Lastly, there’s Lanky, who is the jack of all trades, helping do a little bit of everything, as needed. Unlike the others, who get up early and take the bus (or two) to work, Lanky takes a boat in from the Wounaan Village of San Antonio in Gamboa. He carves the most beautiful frogs out of tagua nuts, most of which are species we have in captivity. The details are so intricate it’s as though the frog might up and hop away at the first sign of a cricket.

These five are all biology experts and love frogs unabashedly. They are now among my frog heroes and if we can harness their passion and make sure it spreads, I am certain amphibians stand a fighting chance.

–Lindsay Renick Mayer, Smithsonian’s National Zoo

Guppy Travels: Day Three

Harlequin frog (Atelopus limosus)

This female harlequin frog (Atleopus limosus) is the only female of her kind (the highland variation) that the rescue project has in captivity.

There’s something almost sublime about her and it’s not just the way we angle the light during her photo shoots. She’s of the highland variation of Atelopus limosus, a harlequin frog from Cerro Brewster, and she happens to be the only female of her kind that we’ve got in captivity.

Talk about pressure.

Before I left for Panama, I already knew about her and to be honest, to be perfectly honest, she was the frog at Summit Zoo I was most looking forward to meeting. I’m not sure what I expected. She’s certainly a beauty, but in my opinion, most frogs are. Did I expect her to indicate, in some way, that she understands the significance of her position in the Universe? And if I did, what did I expect that sign to look like? A knowing nod? A regal posture upon a bromeliad? An extra quick flick of the tongue?

What I do know is that every time I’ve had to open her tank over the last few days, to clean it or to take her photo, my heart has started racing. I imagine her escaping, getting hurt or getting lost, and taking with her the possibility that the rescue project will be able to save these dark brown frogs with striking green chevrons. The frog keepers at Summit Zoo must feel the weight of this responsibility every day with every frog in their care. I’m not sure I could handle the gravity of that responsibility with the same level of grace that I’ve seen in them.

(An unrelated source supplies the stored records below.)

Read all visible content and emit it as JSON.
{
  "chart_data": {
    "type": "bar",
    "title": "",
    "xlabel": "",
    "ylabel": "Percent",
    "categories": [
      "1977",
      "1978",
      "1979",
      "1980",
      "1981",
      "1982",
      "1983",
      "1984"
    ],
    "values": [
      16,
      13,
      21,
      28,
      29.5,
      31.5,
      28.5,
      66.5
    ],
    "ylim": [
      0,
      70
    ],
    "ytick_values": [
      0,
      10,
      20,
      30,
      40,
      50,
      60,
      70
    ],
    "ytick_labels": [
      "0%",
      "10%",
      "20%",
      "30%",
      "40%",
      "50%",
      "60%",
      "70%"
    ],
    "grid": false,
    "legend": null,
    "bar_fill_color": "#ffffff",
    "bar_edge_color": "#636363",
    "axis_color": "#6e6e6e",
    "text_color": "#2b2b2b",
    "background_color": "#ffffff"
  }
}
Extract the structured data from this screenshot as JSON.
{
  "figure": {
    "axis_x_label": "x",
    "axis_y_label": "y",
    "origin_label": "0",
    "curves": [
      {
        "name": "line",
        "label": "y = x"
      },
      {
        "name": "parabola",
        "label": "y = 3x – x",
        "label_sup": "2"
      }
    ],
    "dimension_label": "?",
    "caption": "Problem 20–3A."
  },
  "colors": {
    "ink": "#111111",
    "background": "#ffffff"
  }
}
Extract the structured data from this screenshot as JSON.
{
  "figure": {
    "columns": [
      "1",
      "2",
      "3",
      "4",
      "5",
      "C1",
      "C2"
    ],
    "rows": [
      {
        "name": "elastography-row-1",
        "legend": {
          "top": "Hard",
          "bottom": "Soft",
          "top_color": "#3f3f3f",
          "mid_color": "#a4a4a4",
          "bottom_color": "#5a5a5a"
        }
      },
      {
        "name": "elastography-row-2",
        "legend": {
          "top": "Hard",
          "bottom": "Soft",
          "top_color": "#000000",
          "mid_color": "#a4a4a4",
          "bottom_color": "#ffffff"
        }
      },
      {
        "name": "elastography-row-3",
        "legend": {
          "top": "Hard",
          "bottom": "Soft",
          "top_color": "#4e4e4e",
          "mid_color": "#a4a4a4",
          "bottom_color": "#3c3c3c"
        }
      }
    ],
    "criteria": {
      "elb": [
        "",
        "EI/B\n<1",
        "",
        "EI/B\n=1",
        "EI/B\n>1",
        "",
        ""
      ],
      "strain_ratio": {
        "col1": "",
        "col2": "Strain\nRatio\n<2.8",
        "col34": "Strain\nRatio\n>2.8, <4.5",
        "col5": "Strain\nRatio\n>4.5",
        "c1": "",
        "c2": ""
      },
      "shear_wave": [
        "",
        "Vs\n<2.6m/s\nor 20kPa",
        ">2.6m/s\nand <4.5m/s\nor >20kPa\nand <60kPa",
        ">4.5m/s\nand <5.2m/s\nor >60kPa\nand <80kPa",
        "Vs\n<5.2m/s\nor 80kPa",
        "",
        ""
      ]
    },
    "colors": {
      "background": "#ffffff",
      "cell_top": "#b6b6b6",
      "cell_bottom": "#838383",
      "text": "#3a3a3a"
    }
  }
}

The reality, of course, is that one female isn’t going to be enough to build a genetically diverse population of these frogs. She was one of the frogs the project collected last year from Cerro Brewster in Panama’s Chagres National Park, where chytrid had spread rapidly, surprising (and, I think, momentarily devastating) our researchers who had hoped to beat the wave of the disease there. We haven’t stopped the search and we hope to find more females to add to our ark early next year.

Atelopus limosus tadpoles

The project's first group of tadpoles belongs to the lowland variation of Atelopus limosus.

Hope is really what drives the project. And really, how can it not? The situation may be dire, but there’s a song of hope in the call of one of the project’s male Harlequin frogs of the lowland variation in a tank in the middle of the rescue pod. There’s hope in the adorable adolescent Toad Mountain harlequin frogs (Atelopus certus) in tanks at the front of the pod. There’s hope in the far end of the rescue pod where a large tank holds what may be hundreds of tadpoles—a first for the rescue project. The tadpoles are not the highland variation of the harlequin frog, but the lowland variation, which is less threatened than their more colorful counterparts. Still, each step toward successful breeding marks a victory for us and provides an encouraging boost.

And perhaps that is what accounts for the sole female Harlequin frog’s seemingly ethereal beauty: in part because of her, we still have plenty of hope.